No drift detection. You enforced baseline configurations six months ago via Intune or GPO, but you don’t actively monitor whether devices still comply. A user disables Windows Defender Firewall, and you never know. Without drift detection, you can’t prove enforcement is active.
BYOD devices with no MDM. You have personal devices accessing CUI without any management tool enforcing security configurations. Even if users are required to follow security policies, there’s no technical enforcement.
Compliance policies without consequences. Intune shows device compliance status, but non-compliant devices still have full access to everything. Enforcement requires teeth—if you’re not blocking access or remediating drift, you’re not really enforcing.
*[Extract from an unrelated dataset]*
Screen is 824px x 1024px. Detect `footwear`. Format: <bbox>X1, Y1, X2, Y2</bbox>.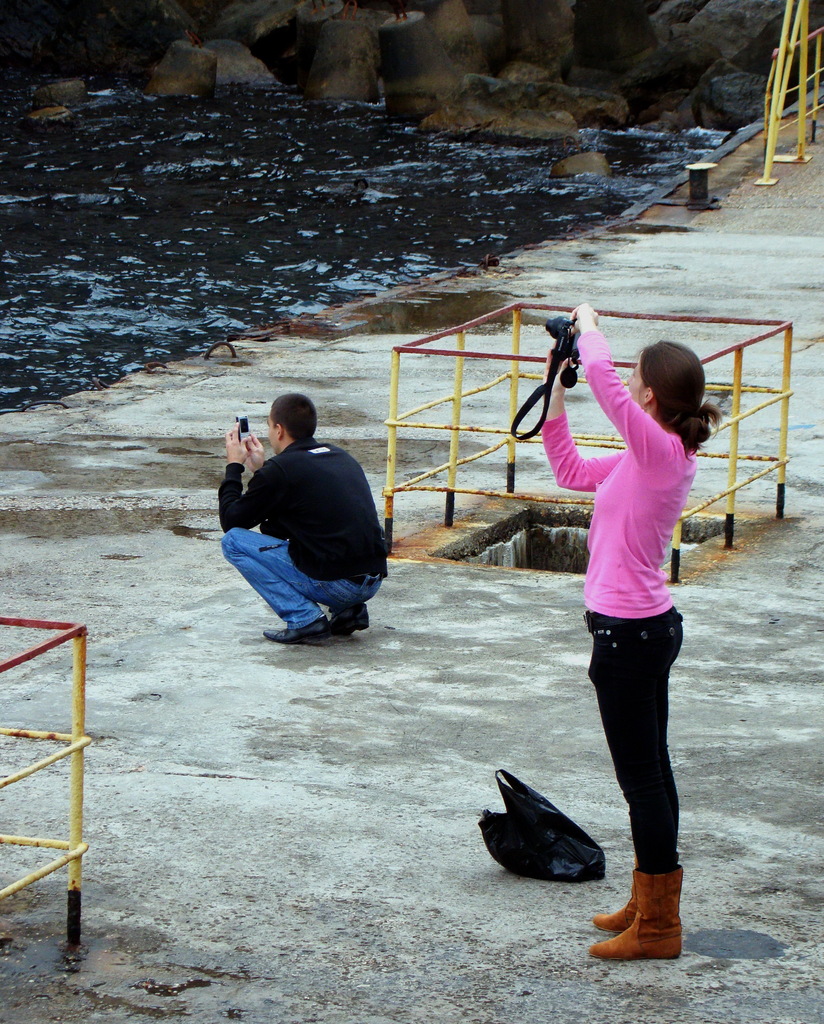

Non-standardized enforcement. You enforce baselines on some machines via Intune and others via manual configuration scripts or manual patching. This is inconsistent and difficult to audit.
If you use an MSP or MSSP
Your MSP or MSSP typically manages Intune or Group Policy configuration and can provide compliance dashboards showing which devices meet your baselines. When you work with them, make sure you have written agreements defining:
- What baseline configurations they will enforce.
- How frequently they monitor compliance.
- What actions they take when devices fall out of compliance (re-enforce, alert you, block access).
- How they report compliance status to you for your own records.
Your MSP should be able to provide compliance reports on demand. During an assessment, you should be able to run a report showing device compliance yourself, not just rely on the MSP. If your MSP blocks access to non-compliant devices via Conditional Access, make sure you understand how that rule works and can explain it to the assessor.
Keep answers short. Show the evidence, don't describe it. Let the assessor drive. For more on how to present in the assessment room, see How to Present Evidence in the Assessment Room.
Q&A: What the assessor asks and what good answers sound like
Disclaimer: This guidance is provided for informational purposes to help organizations prepare for CMMC assessments. It is not a substitute for official CMMC documentation, NIST guidelines, or professional security advice. Organizations should consult with qualified CMMC assessors and security professionals to ensure their practices meet CMMC requirements in their specific context. Requirements and assessment criteria may change; verify against the official CMMC standards and your assessment scope.